I Like Words

I gave a talk on Wednesday night about small towns and the economic changes affecting them. I was in the small town where one of my seven recent essays was based. I had a small crowd of mostly friends show up.

I mentioned a recent dust up that occurred on Facebook on “You Know You’re From Lisbon If….”

That’s the problem with most of the communication on social media sites. It’s always, “I like __________ and you should too. Oh, you don’t? Well, you suck.” I exaggerate slightly, but the frame of Facebook is fairly narrow and all too often, binary.

It’s pretty clear reading through most of the back and forth that takes place on this popular social media platform that people’s source for information and news is fragmented at best.

Long gone are the days when most of the people in a given geographic location received their news from a local newspaper. In Lisbon and Lisbon Fallls, the local paper was run by Norm Fournier. Before him, it was John Gould.

An excellent source for words.

An excellent source of words.

If you look at most of the updates and comments on a site like Facebook, they’re somewhere in the range of 25 to 40 words—not even the length of a credible newspaper or magazine lede. Most feature articles in the newspaper are 750 to 1,000 words. Most of my blog posts are similar in length. Long-form narrative journalism articles, the kind found in magazines like The New Yorker can run 10,000+.

Longer isn’t always better, but nuance takes more than 140 characters, 25 to 40 words, and often, a lot more words than a short news feature allows.

Spending time crafting combinations of them to tell a story takes work, some skill, and it’s something that I think still matters.

I’m happy that others think it’s important, also.

5 thoughts on “I Like Words

  1. I like this post. As I read it, three words come to mind: entertainment, atomization, and monetization. Does the internet really democratize ideas? Or does it atomize them into profitable entertainment for their creators?

    Eh…critical thinking has never been the objective. Send in the clowns!

  2. This is interesting–apparently (social) media multitasking shrinks our brains and makes us dumber. Lends new meaning to “dumbing down,” not to mention, offering an explanation to the state of American’s ability to think critically and parse complex information.

  3. I might also add that productivity in many work settings suffers similarly for at least 2 reasons. First, the shiny new technologies are incorporated into the work life and so it’s more difficult to focus on work. Messaging devices allow for constant interruption. Add on to this, employee use of social media via personal devices. The latter is not limited to white-collar settings, either. How many times have you seen the driver of a big box truck hauling a load of something dangerous, texting and checking their i-phone? Or a traffic controller standing with a stop sign in the right hand and their device in the left. No one is able to focus and productivity suffers all around. The subtle danger of it all is discouraging.

    • @JAB Your points are all good ones. The truck driver, on the phone or texting, is always a concern–it doesn’t take much to lose control of a big rig.

      What I’ve been noticing, as I pass through Lisbon Falls on 196 is how many students I see walking down the road, looking at their screens, interacting with a device, rather than another human being.

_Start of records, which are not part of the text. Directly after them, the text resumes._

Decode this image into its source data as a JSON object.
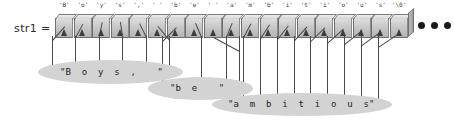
{
  "diagram": {
    "variable_label": "str1 =",
    "ellipsis": "•••",
    "colors": {
      "cell_face": "#c8c8c8",
      "cell_border": "#6e6e6e",
      "bubble": "#d3d3d3",
      "arrow": "#3c3c3c",
      "text": "#1f1f1f",
      "background": "#ffffff"
    },
    "array": {
      "cell_count": 19,
      "cells": [
        {
          "index": 0,
          "label": "'B'"
        },
        {
          "index": 1,
          "label": "'o'"
        },
        {
          "index": 2,
          "label": "'y'"
        },
        {
          "index": 3,
          "label": "'s'"
        },
        {
          "index": 4,
          "label": "','"
        },
        {
          "index": 5,
          "label": "' '"
        },
        {
          "index": 6,
          "label": "'b'"
        },
        {
          "index": 7,
          "label": "'e'"
        },
        {
          "index": 8,
          "label": "' '"
        },
        {
          "index": 9,
          "label": "'a'"
        },
        {
          "index": 10,
          "label": "'m'"
        },
        {
          "index": 11,
          "label": "'b'"
        },
        {
          "index": 12,
          "label": "'i'"
        },
        {
          "index": 13,
          "label": "'t'"
        },
        {
          "index": 14,
          "label": "'i'"
        },
        {
          "index": 15,
          "label": "'o'"
        },
        {
          "index": 16,
          "label": "'u'"
        },
        {
          "index": 17,
          "label": "'s'"
        },
        {
          "index": 18,
          "label": "'\\0'"
        }
      ]
    },
    "groups": [
      {
        "name": "boys-group",
        "text": "\"B  o  y  s  ,    \"",
        "literal": "\"Boys, \"",
        "first_cell": 0,
        "last_cell": 5
      },
      {
        "name": "be-group",
        "text": "\"b  e    \"",
        "literal": "\"be \"",
        "first_cell": 6,
        "last_cell": 8
      },
      {
        "name": "ambitious-group",
        "text": "\"a  m  b  i  t  i  o  u  s\"",
        "literal": "\"ambitious\"",
        "first_cell": 9,
        "last_cell": 18
      }
    ]
  }
}
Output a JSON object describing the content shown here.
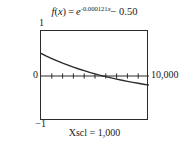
{
  "figure": {
    "title_parts": {
      "fname": "f",
      "open_paren": "(",
      "variable": "x",
      "close_paren": ")",
      "equals": "=",
      "base": "e",
      "exponent_coefficient": "-0.000121",
      "exponent_variable": "x",
      "constant_term": "− 0.50"
    },
    "title_plain": "f(x) = e^(-0.000121x) - 0.50",
    "caption": "Xscl = 1,000",
    "axis_labels": {
      "y_max": "1",
      "y_zero": "0",
      "y_min": "−1",
      "x_max": "10,000"
    },
    "colors": {
      "frame": "#2b2b2b",
      "curve": "#2b2b2b",
      "axis": "#2b2b2b",
      "background": "#ffffff"
    }
  },
  "chart_data": {
    "type": "line",
    "xlabel": "",
    "ylabel": "",
    "xlim": [
      0,
      10000
    ],
    "ylim": [
      -1,
      1
    ],
    "xscl": 1000,
    "yscl": 1,
    "grid": false,
    "legend": null,
    "annotations": [
      "Xscl = 1,000"
    ],
    "series": [
      {
        "name": "f(x) = e^(-0.000121x) - 0.50",
        "x": [
          0,
          500,
          1000,
          1500,
          2000,
          2500,
          3000,
          3500,
          4000,
          4500,
          5000,
          5500,
          5727,
          6000,
          6500,
          7000,
          7500,
          8000,
          8500,
          9000,
          9500,
          10000
        ],
        "y": [
          0.5,
          0.441,
          0.386,
          0.334,
          0.285,
          0.24,
          0.197,
          0.156,
          0.118,
          0.082,
          0.047,
          0.015,
          0.0,
          -0.015,
          -0.043,
          -0.07,
          -0.095,
          -0.119,
          -0.141,
          -0.162,
          -0.182,
          -0.202
        ]
      }
    ],
    "x_ticks": [
      1000,
      2000,
      3000,
      4000,
      5000,
      6000,
      7000,
      8000,
      9000
    ],
    "x_tick_labels": [],
    "y_ticks": [],
    "zero_crossing_x": 5727
  }
}
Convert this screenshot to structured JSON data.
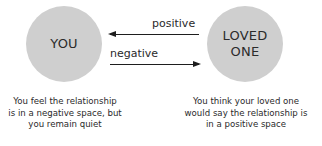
{
  "nodes": {
    "you": {
      "label": "YOU",
      "color": "#cfcfcf"
    },
    "loved_one": {
      "label_line1": "LOVED",
      "label_line2": "ONE",
      "color": "#cfcfcf"
    }
  },
  "edges": {
    "positive": {
      "label": "positive",
      "direction": "loved_one -> you"
    },
    "negative": {
      "label": "negative",
      "direction": "you -> loved_one"
    }
  },
  "captions": {
    "you": [
      "You feel the relationship",
      "is in a negative space, but",
      "you remain quiet"
    ],
    "loved_one": [
      "You think your loved one",
      "would say the relationship is",
      "in a positive space"
    ]
  }
}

  4. Some Scotsman whose name escapes me complained about the horrors of the bicycle. After all, one goes by so fast one can hardly even notice what’s all around him, and even walking it’s all too easy to miss everything in the natural world besides one’s own feet.

    When I first arrived in Italy, I went to see an old Longobardi castle on a hill not far away. As we ascended, we encountered an old Italian gentleman who was gathering wild asparagus. I never saw a one, but as we walked slowly, and talked even more slowly, he would suddenly reach into the grasses on the hill beside us and snatch out another asparagus. He had a whole handful by the time we left him.